The remaining lines in the .protocol file define which abilities the slave has. In general, the features a slave must implement are much simpler than the features the KIO API provides for the application. The reason for this is that complex jobs are scheduled to a couple of subjobs. For example, in order to list a directory recursively, one job will be started for the toplevel directory. Then for each subdirectory reported back, new subjobs are started. A scheduler in KIO makes sure that not too many jobs are active at the same time. Similarly, in order to copy a file within a protocol that does not support copying directly (like the ftp: protocol), KIO can read the source file and then write the data to the destination file. For this to work, the .protocol must advertise the actions its slave supports.
Since slaves are loaded as shared libraries, but constitute standalone programs, their code framework looks a bit different from normal shared library plugins. The function which is called to start the slave is called kdemain(). This function does some initializations and then goes into an event loop and waits for requests by the application using it. This looks as follows:
extern "C" { int kdemain(int argc, char **argv); } int kdemain(int argc, char **argv) { KLocale::setMainCatalogue("kdelibs"); KInstance instance("kio_ftp"); (void) KGlobal::locale(); if (argc != 4) { fprintf(stderr, "Usage: kio_ftp protocol " "domain-socket1 domain-socket2\n"); exit(-1); } FtpSlave slave(argv[2], argv[3]); slave.dispatchLoop(); return 0; } |
Additionally, there are reimplementable functions not listed in the .protocol file. For these operations, KIO automatically determines whether they are supported or not (i.e. the default implementation returns an error).

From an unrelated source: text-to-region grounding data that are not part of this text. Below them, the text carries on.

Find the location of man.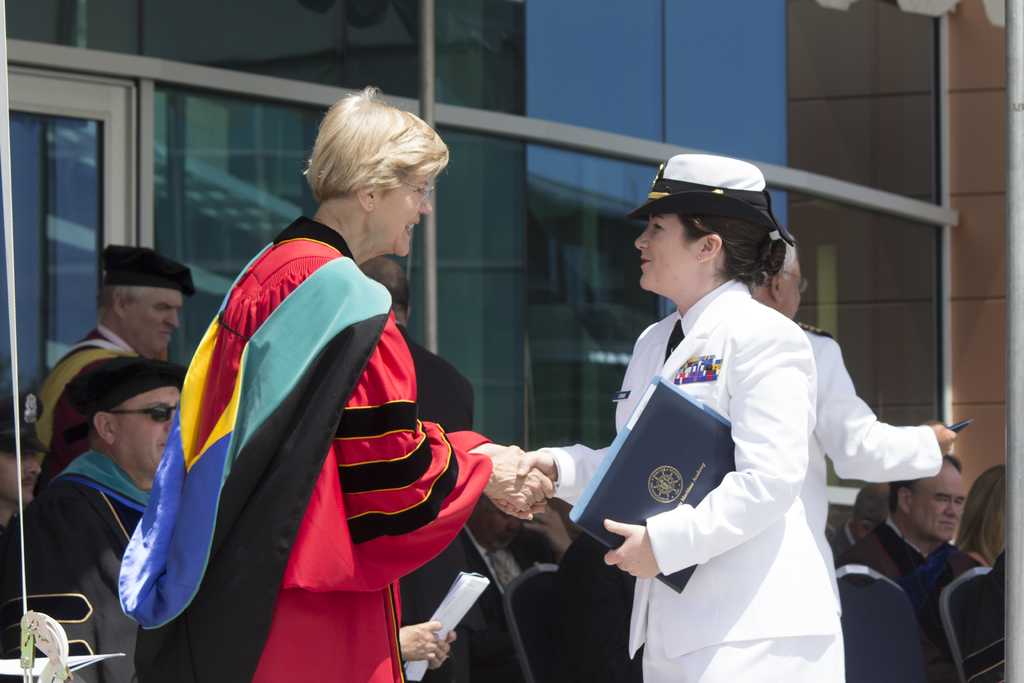
Location: 0,393,50,530.
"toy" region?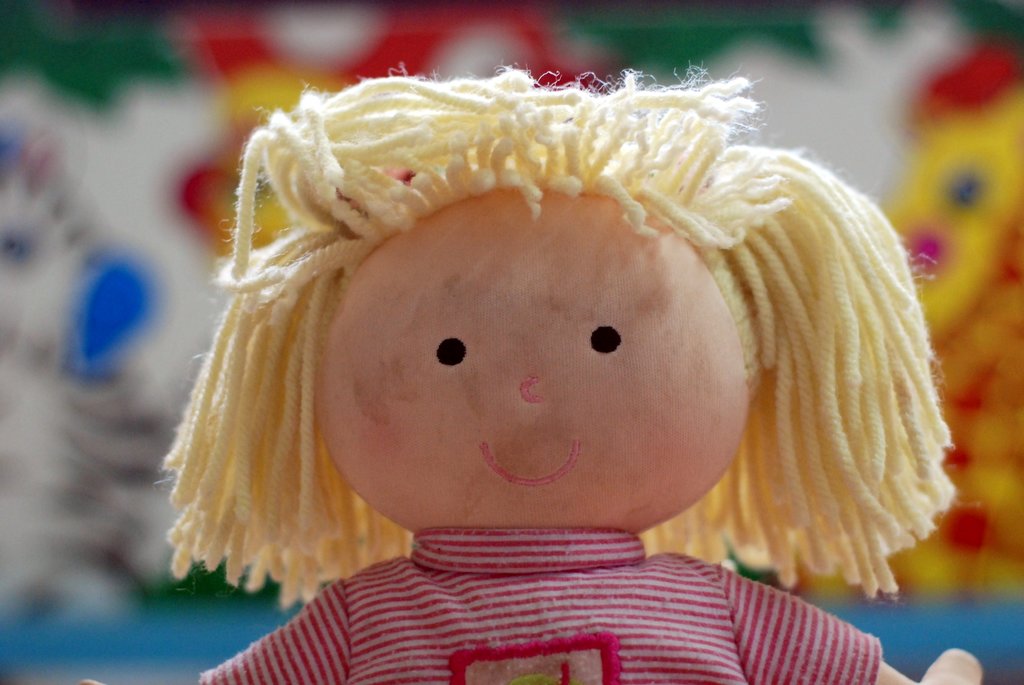
{"x1": 159, "y1": 59, "x2": 995, "y2": 684}
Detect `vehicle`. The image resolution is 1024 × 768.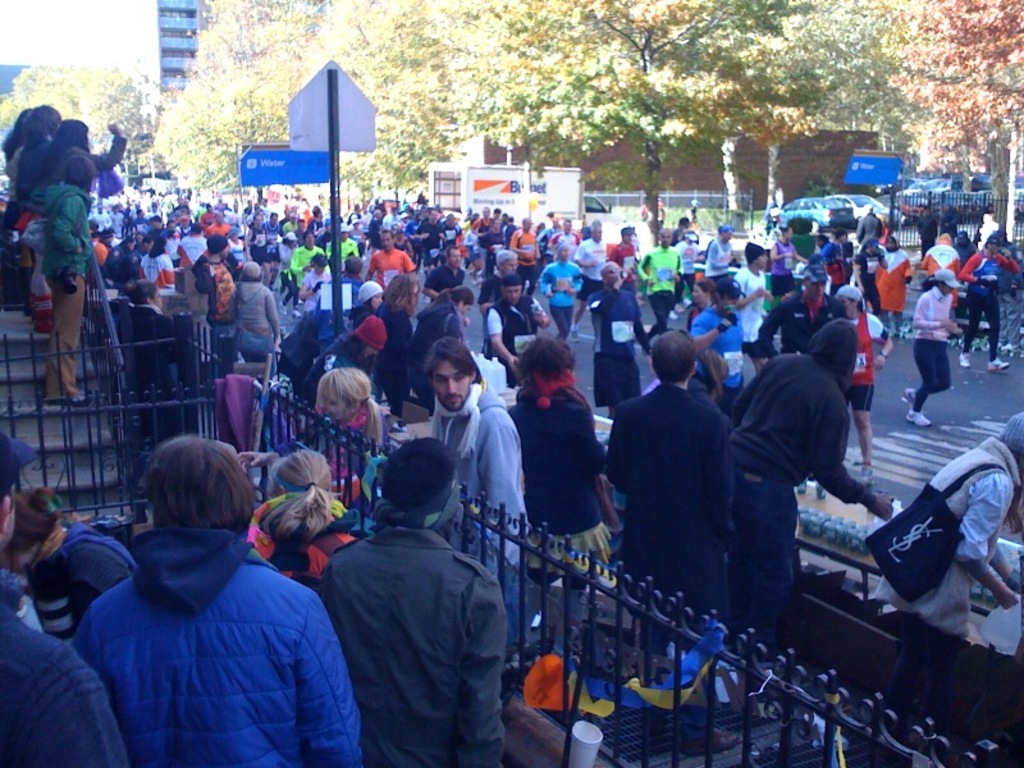
[x1=823, y1=192, x2=901, y2=223].
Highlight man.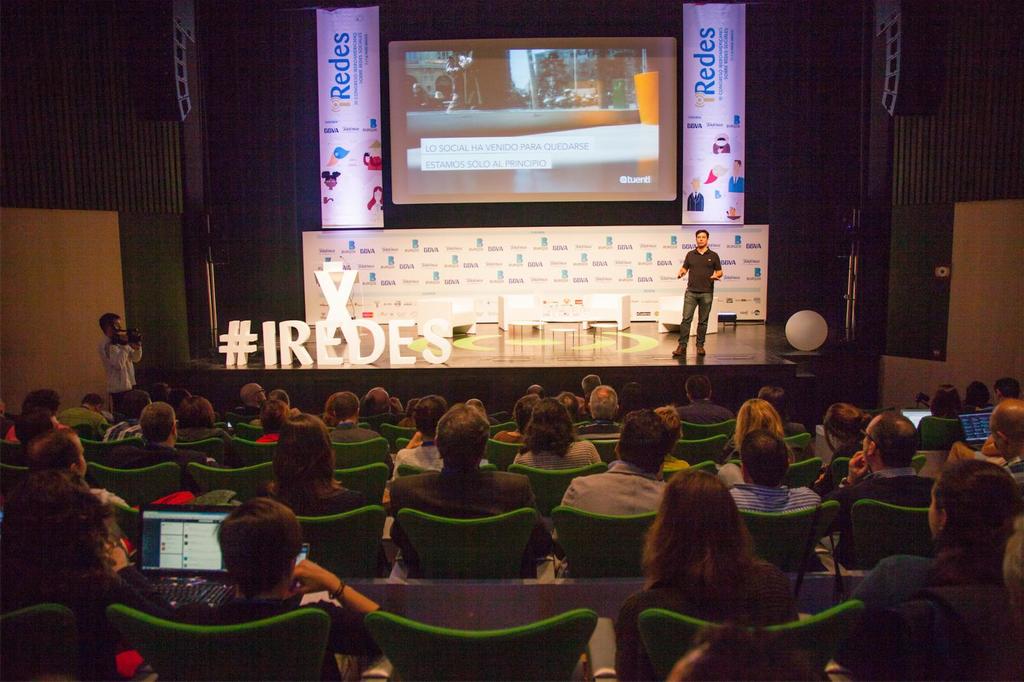
Highlighted region: pyautogui.locateOnScreen(672, 229, 723, 356).
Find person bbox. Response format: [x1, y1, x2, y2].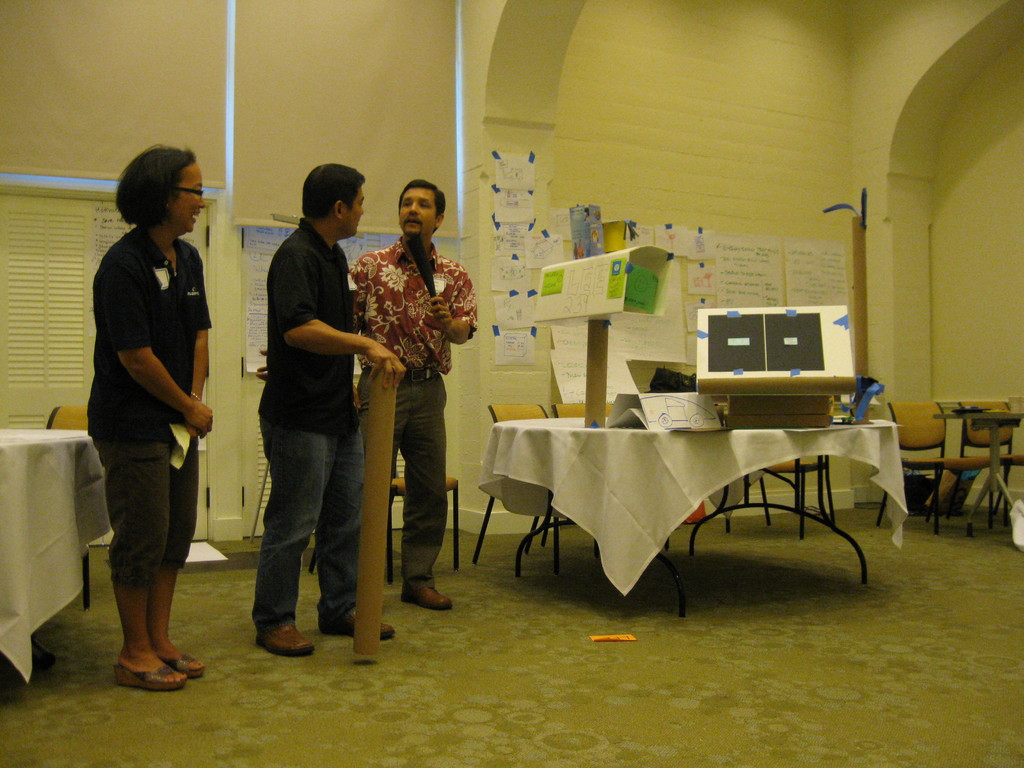
[251, 162, 404, 655].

All these implementation should end with one of two calls: If the operation was successful, they should call finished(). If an error has occured, error() should be called with an error code as first argument and a string in the second. Possible error codes are listed as enum KIO::Error. The second argument is usually the URL in question. It is used e.g. in KIO::Job::showErrorDialog() in order to parametrize the human-readable error message.
For slaves that correspond to network protocols, it might be interesting to reimplement the method SlaveBase::setHost(). This is called to tell the slave process about the host and port, and the user name and password to log in. In general, meta data set by the application can be queried by SlaveBase::metaData(). You can check for the existence of meta data of a certain key with SlaveBase::hasMetaData().